[What the task asks]
Without pictures, return the lines from the one containing "Describe the element" through the last line of the data below, exactly.

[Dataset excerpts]
:::::

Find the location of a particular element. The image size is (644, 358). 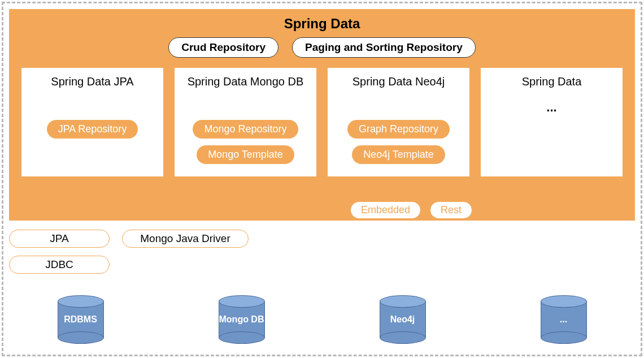

spring-data-title: Spring Data is located at coordinates (322, 24).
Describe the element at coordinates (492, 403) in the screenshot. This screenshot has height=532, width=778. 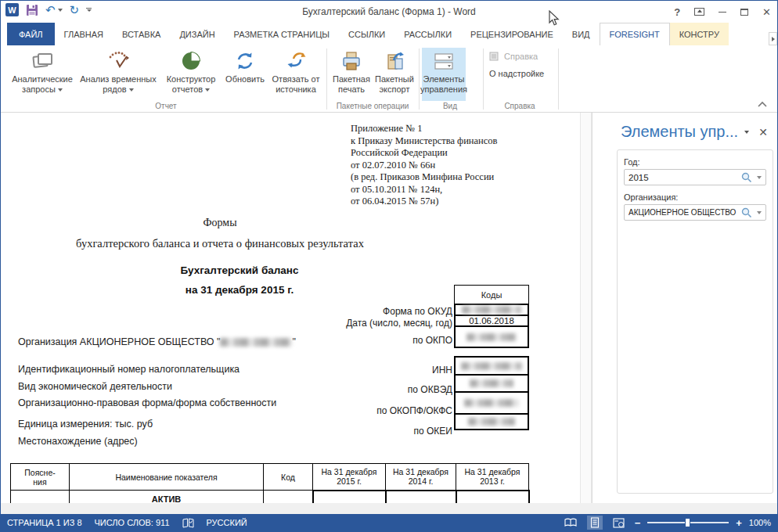
I see `okopf-value` at that location.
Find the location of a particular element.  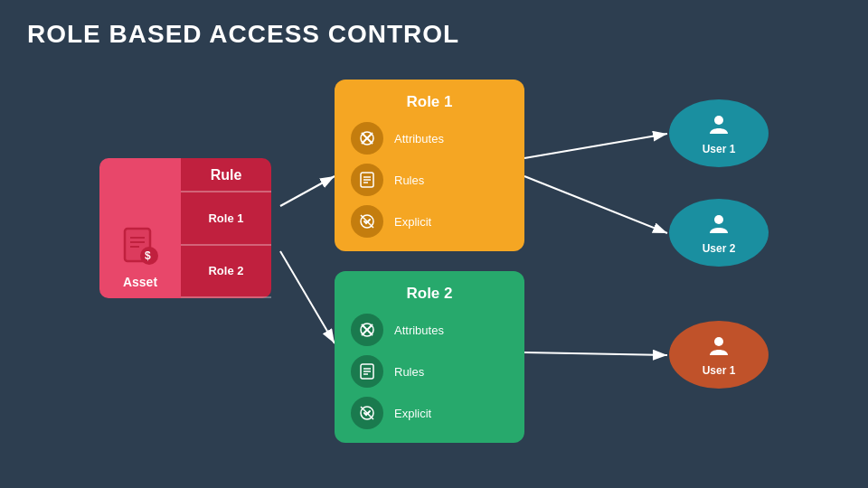

asset-rules-box: Rule Role 1 Role 2 is located at coordinates (226, 228).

:::::

[Task response]
Describe the element at coordinates (492, 403) in the screenshot. This screenshot has height=532, width=778. 
I see `okopf-value` at that location.
Find the location of a particular element.  

asset-rules-box: Rule Role 1 Role 2 is located at coordinates (226, 228).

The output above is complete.